‘Bores and Quicksands’ – Prompted by a recent report of the successful rescue of people caught out on Morecambe Bay, Roger Bingham recollects the dangers associated with ‘Our Bay’.

MORECAMBE Bay is the biggest bite in the Irish Sea coast of Cumbria. From Arnside round to Aldingham the Bay brings the seaside right into South Lakeland.

But alongside its maritime delights dangers have always lurked. As recently as 2004 more than 20 Chinese ‘cockle pickers’ were drowned, in what was one of the Bay’s most ghastly tragedies.

Before the railway and motor ages, many travellers who, having failed to heed the warning that ‘he who does not have a fast mount sacrifices his horse to the king’, were drowned while crossing ‘over the sands’.

Thus, a plaque in Beetham Church commemorates an over-risky winter traveller ‘Jonathan Bottomley, a clothier of Halifax, who was lost on our Sands Dec. 31st 1792’.

In 1815 a young ‘gentleman’, Thomas Barker of Cartmel, was swept away by the bore and in 1847 an older man drowned in the tide. He 'was on the tramp and his companions did not know his name or where he came from’.

Ironically, the main riddle of our sands is that they are not sand at all but are composed of alluvial mud, which forms speedily lethal quicksands.

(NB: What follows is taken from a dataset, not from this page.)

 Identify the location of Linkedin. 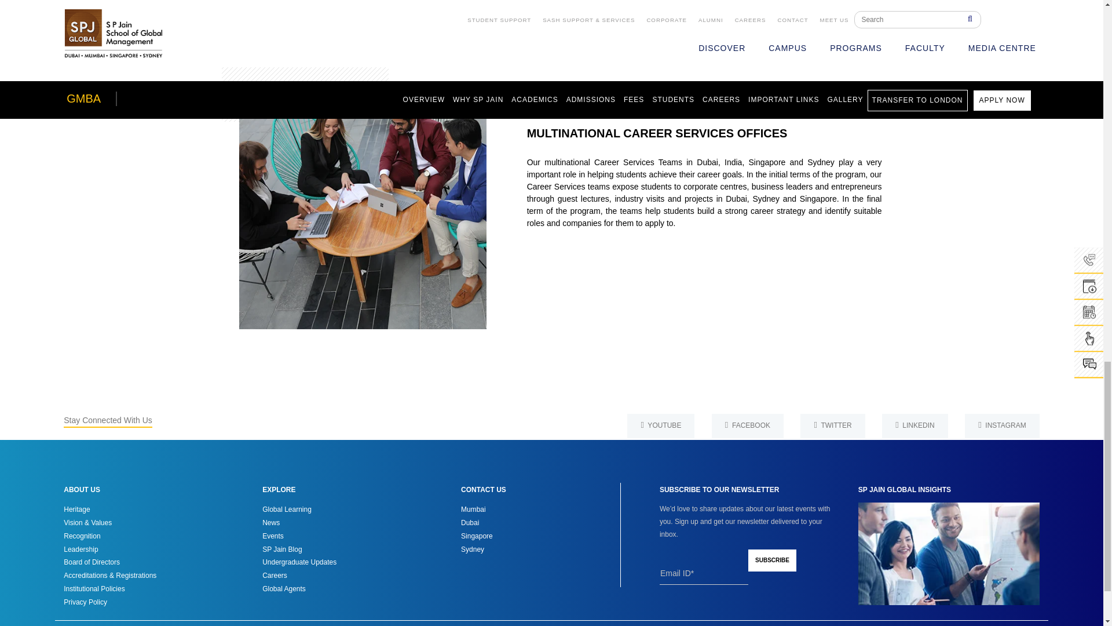
(915, 425).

Often disguised by a seemingly friable veneer they are most prevalent in the Kent estuary on Milnthorpe Sands, running from Blackstone Point up to Sandside, and in the Keer estuary, which drains into Warton Sands near Silverdale and Carnforth.

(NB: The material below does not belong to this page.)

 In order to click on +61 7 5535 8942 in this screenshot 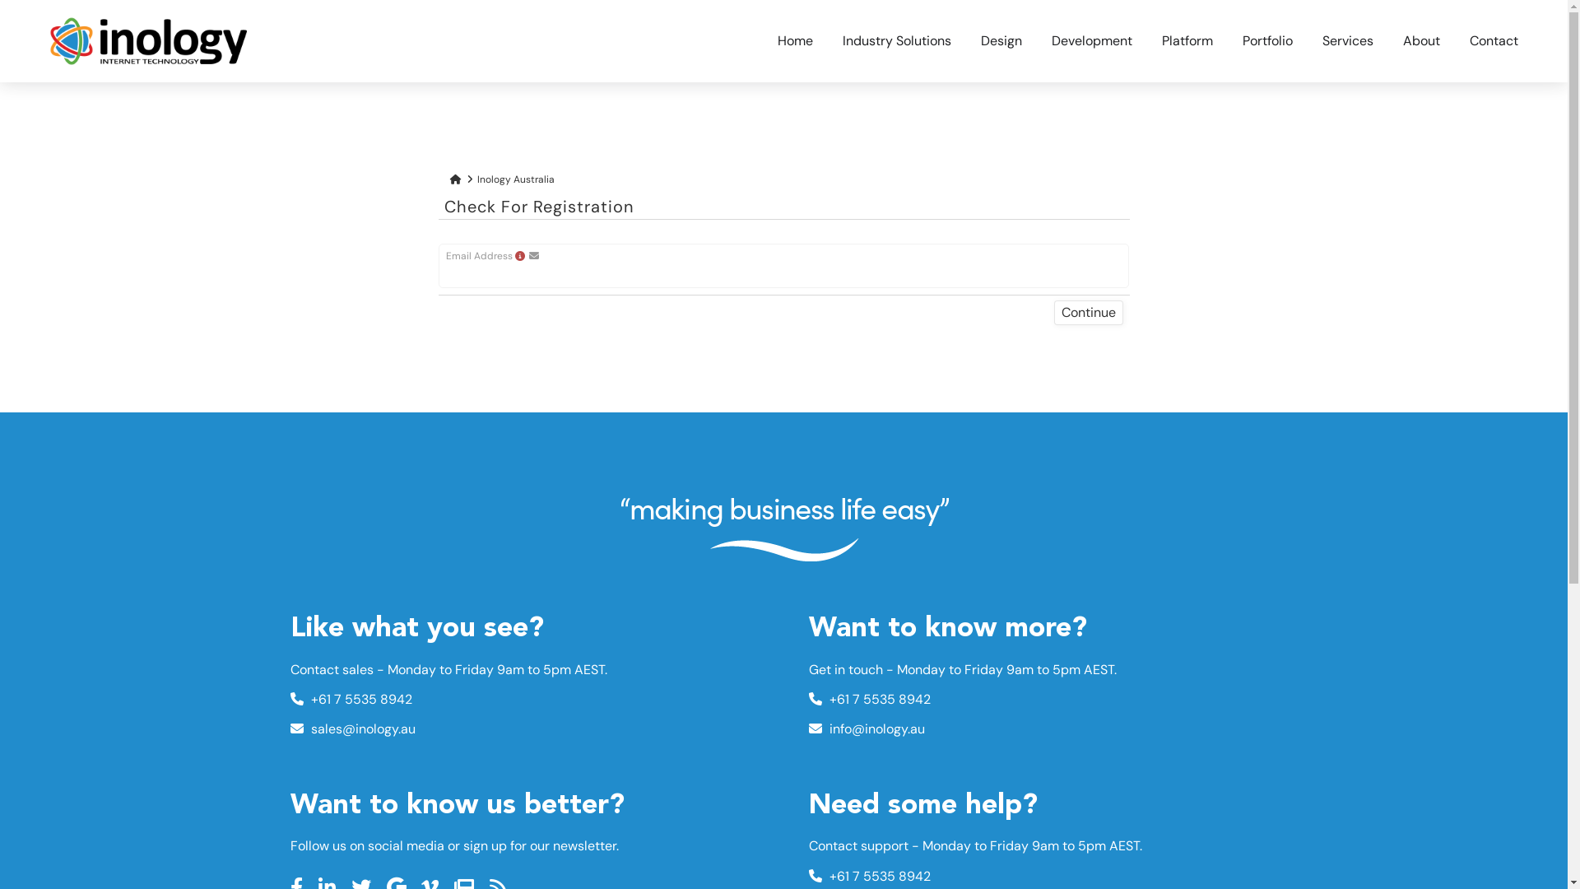, I will do `click(869, 699)`.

As early as 1723, John Lucas, School ‘Maister’ of Warton, illustrated the proverb that ‘the Kent and Keer have parted many a good man and his Mere (mare)’ by recording fatalities in what he called ‘Quicksand Poos’.

Three men including a relation ‘who was supposed to understand the sands were swallowed and they and their horses suffocated at once’.

So engulfing was the mud that it might be years before the bay gave up its dead. Once when a channel bank collapsed ‘a body was observed of a man on horseback with his right hand lifted up, his whip in it as if to strike the horse’.

Also, Lucas recalled, a ‘buck was found standing upon his feet with his horns on his head, five yards deep’.

Later, in June 1842, at Halforth, near Heversham, on the furthest tidal reaches of the bay, the ’sands’ disgorged part of a woman’s skeleton, which turned out to ‘be from the wife of the man Smith, a nailer’.

She had drowned near Ulverston the previous Christmas. ‘Part of the head and one arm was missing but she was recognised by her boots’.

A hundred years on, in the 1940s, when, in good weather, the Kent estuary became ‘Westmorland’s Little Blackpool’, the farmer from Halforth, Arthur Nelson, won several gallantry awards for rescuing folk caught on – or almost under – the sands.

Nowadays though fewer folk flock to South Lakeland’s shores, the hazards remain, of which the most insidious are the bores and the quicksands.